There is a new marijuana initiative circulating in the state which would put on the ballot for voter's approval the California Cannabis Hemp & Health Initiative 2008. Right now I want to talk about the title and summary that is prepared by Attorney General Jerry Brown. This summary is what is read by those signing onto the initiative on the street:
INITIATIVE MEASURE TO BE SUBMITTED DIRECTLY TO THE VOTERS
INITIATIVE MEASURE TO BE SUBMITTED DIRECTLY TO THE VOTERS
MARIJUANA. REPEAL OF CRIMINAL AND CIVIL PENALTIES. RELEASE FROM JAIL. STATUTE.
Decriminalizes possession, cultivation, transportation, distribution, and use of marijuana or hemp. Provides persons convicted or serving time for non-violent offenses involving marijuana be immediately released from prison, jail, parole, or probation, and be eligible to have their convictions erased. Provides no permit, license, or tax be required for non-commercial cultivation, transportation, distribution, or consumption of marijuana. Allows doctors to prescribe or recommend marijuana to patients, regardless of age. Prohibits testing fro marijuana for employment or insurance purposes. Bars state from aiding enforcement of certain federal marijuana laws. Summary of estimate by Legislative Analyst and Director of Finance of fiscal impact on state and local government: Savings in the several tens of millions of dollars annually to state and local government, which would no longer incur the costs of incarcerating and supervising certain marijuana offenders. A potential increase of a few million dollars annually in the cost of the state's Drug Medi-Cal substance abuse treatment program. (Initiative 07-0064.)
I went through this before in 1994 with the hemp initiative then. This summary totally misrepresents the initiative. In 1994 we sued the AG to have the age limit put back in the summary. The words of the summary are limited when something is added, something must be deleted, etc. What is important to the AG went into the title and summary, not what is important to the people.
The people's title is CA CANNABIS HEMP & HEALTH INITIATIVE 2008. The AG's is MARIJUANA. REPEAL OF CRIMINAL AND CIVIL PENALTIES. RELEASE FROM JAIL. STATUTE.
I recommend an immediate suit be filed against the AG for misrepresenting the chief purposes and points of the proposed initiative. In 1994, Chris Conrad and myself filed suit in Sacramento, to change the wording. The summary was changed, but it cost the signature drive two weeks to reprint the new summary and initiative. Still what was I learned in 1994 was that volunteers didn't collect enough signatures and paid collection pro's get the job done fast. Just off the top of my stoned head I would like to propose a more friendly title and summary:
CANNABIS HEMP AND MARIJUANA LEGALIZATION STATUTE OF 2008. Decriminalizes use of marijuana and hemp. Ends marijuana prohibition. Legal Cannabis hemp products for paper, medicine, fuel, food, textiles, recreation, and thousands more uses have a potential of tens of billions of dollars for the California economy. Legal hemp can help with Global Warming. Releases non-violent marijuana offenders from incarceration and erases convictions. Bars state from aiding enforcement of certain federal marijuana laws. Prohibits testing for marijuana for employment or insurance purposes. Allows reasonable state license and taxing standards. Summary of estimate by Legislative Analyst and Director of Finance of fiscal impact on state and local government: Savings in the several tens of millions of dollars annually to state and local governments in incarceration and supervision costs. Act is pursuant to the Ninth and Tenth Amendments to the U.S. Constitution. Use of Cannabis hemp products for religious or spiritual purposes is made an inalienable right. "All provisions of this Act shall be liberally construed for the accomplishment of these purposes: to respect human rights, to promote tolerance, and to end cannabis hemp prohibition."
I don't doubt that a better summary could be drawn. The CCHHI offers California a way to take the lead in hemp research in the U.S. There is a saying, "as California goes, so goes the nation." We need the U.S. to grow hemp for global warming. This shows the country and the world that we can end the prohibition and free the plant resource. This initiative does the job. No halfway measures here. Legal Cannabis hemp for California. Can North Dakota or Hawaii be far behind?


### Work to complete:
Show every line in the records below that contains the word "Brunswick".

### Material for this task:
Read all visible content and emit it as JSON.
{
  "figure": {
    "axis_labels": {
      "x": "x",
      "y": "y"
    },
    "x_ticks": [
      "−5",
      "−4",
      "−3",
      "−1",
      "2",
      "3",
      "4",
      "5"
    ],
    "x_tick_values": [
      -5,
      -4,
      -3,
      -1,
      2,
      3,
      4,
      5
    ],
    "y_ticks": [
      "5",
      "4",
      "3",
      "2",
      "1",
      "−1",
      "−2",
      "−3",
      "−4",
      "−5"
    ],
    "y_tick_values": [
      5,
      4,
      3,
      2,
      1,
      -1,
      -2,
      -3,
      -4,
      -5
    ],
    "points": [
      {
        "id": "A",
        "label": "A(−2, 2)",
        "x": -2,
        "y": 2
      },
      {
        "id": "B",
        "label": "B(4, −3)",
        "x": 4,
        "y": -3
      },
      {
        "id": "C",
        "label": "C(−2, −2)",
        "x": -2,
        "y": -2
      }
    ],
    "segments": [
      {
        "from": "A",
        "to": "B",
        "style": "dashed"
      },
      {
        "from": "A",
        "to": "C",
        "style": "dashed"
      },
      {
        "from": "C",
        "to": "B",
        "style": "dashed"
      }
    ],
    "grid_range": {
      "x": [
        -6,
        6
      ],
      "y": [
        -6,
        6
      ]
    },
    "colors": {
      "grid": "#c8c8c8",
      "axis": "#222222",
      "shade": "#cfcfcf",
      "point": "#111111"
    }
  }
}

---

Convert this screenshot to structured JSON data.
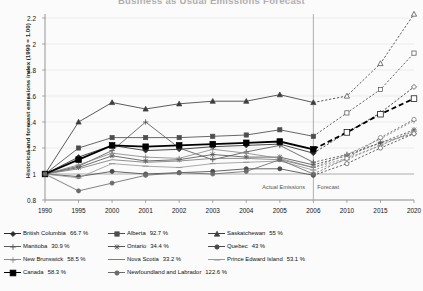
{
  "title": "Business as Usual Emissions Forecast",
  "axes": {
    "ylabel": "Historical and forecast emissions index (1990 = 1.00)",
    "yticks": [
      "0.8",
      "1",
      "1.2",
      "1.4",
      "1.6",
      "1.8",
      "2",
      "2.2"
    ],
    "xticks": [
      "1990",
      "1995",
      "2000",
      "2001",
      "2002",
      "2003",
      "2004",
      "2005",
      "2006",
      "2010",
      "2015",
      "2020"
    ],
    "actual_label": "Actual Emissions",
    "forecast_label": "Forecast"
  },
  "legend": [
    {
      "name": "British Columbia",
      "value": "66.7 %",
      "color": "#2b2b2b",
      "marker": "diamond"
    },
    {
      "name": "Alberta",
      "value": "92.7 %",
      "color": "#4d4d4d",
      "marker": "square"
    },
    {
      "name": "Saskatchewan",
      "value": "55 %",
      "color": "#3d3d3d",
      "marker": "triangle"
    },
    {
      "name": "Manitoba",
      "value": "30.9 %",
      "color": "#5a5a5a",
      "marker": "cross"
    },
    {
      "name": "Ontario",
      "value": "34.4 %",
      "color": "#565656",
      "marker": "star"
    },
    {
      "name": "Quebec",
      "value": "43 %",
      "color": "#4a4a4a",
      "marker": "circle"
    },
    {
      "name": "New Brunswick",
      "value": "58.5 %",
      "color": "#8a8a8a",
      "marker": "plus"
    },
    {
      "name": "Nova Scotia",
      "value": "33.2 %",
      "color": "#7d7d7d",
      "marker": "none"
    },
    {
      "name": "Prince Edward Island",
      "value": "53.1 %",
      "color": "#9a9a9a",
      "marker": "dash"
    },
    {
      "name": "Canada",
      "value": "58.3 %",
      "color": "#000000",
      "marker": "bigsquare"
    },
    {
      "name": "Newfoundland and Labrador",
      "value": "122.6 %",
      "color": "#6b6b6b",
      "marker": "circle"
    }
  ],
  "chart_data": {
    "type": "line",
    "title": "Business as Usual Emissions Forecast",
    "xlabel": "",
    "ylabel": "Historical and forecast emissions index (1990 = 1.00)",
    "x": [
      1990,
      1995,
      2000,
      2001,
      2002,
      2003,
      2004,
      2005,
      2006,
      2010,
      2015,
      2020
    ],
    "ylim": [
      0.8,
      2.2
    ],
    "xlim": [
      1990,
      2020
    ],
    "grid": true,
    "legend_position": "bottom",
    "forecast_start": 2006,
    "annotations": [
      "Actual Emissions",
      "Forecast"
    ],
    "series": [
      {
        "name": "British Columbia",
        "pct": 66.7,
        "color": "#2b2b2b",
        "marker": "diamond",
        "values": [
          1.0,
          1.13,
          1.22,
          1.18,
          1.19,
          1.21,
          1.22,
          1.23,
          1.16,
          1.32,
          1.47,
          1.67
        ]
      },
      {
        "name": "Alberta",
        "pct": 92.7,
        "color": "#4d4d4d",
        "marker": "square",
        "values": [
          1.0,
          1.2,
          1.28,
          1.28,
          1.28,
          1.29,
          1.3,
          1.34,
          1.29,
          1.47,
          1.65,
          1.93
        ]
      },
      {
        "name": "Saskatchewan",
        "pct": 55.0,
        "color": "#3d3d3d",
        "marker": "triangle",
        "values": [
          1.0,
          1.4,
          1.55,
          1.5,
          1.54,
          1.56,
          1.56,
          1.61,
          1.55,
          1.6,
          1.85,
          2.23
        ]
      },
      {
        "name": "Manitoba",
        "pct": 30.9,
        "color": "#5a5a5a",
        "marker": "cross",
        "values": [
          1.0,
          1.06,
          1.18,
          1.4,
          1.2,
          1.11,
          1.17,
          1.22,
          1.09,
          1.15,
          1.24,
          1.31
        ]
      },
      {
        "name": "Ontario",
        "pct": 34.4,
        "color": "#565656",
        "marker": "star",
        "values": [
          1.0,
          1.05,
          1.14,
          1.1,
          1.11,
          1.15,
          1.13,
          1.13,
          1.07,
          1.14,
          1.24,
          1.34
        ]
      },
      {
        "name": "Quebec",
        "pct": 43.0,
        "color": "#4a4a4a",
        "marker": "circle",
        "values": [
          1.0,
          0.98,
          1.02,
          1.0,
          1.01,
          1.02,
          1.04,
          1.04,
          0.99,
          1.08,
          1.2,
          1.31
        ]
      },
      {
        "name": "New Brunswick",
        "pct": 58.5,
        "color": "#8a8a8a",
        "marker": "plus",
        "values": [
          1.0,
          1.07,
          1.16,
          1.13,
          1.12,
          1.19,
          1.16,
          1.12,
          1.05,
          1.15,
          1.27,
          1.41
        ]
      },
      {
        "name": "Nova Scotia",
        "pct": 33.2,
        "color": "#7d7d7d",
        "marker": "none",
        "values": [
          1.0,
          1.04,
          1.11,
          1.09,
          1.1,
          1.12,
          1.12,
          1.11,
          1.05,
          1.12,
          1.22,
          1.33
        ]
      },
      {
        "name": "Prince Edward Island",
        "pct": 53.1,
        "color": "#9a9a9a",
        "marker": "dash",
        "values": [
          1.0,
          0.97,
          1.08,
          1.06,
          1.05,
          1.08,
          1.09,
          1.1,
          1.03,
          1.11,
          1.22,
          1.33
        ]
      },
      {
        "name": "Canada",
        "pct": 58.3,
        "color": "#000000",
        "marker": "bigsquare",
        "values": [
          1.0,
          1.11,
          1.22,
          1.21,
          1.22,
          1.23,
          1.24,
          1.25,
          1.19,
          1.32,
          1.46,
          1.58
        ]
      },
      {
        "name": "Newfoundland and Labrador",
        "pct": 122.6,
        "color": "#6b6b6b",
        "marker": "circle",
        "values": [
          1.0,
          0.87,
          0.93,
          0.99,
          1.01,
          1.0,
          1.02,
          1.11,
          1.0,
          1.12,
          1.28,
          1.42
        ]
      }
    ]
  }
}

* * *

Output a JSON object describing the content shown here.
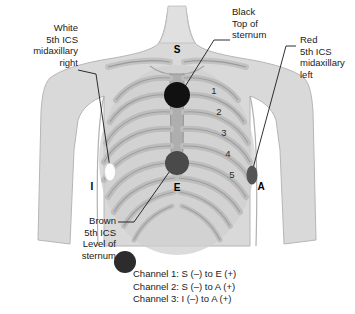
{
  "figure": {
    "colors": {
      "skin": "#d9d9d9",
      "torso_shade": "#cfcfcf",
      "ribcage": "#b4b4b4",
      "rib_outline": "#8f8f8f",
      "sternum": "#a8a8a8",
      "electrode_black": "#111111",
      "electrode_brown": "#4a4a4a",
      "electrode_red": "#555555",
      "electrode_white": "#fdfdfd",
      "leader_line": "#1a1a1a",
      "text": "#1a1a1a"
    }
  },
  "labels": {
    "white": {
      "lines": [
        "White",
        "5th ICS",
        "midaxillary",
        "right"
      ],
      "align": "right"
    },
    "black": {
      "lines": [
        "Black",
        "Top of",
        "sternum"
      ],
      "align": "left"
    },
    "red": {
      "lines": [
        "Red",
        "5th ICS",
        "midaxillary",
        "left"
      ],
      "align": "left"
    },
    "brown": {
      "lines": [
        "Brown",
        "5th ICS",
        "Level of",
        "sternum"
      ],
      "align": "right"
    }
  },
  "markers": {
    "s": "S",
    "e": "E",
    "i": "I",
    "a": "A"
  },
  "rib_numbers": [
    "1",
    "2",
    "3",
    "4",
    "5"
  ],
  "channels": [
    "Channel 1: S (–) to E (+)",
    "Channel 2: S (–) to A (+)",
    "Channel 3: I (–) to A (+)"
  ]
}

### Response:
      "name": "New Brunswick",
        "name": "New Brunswick",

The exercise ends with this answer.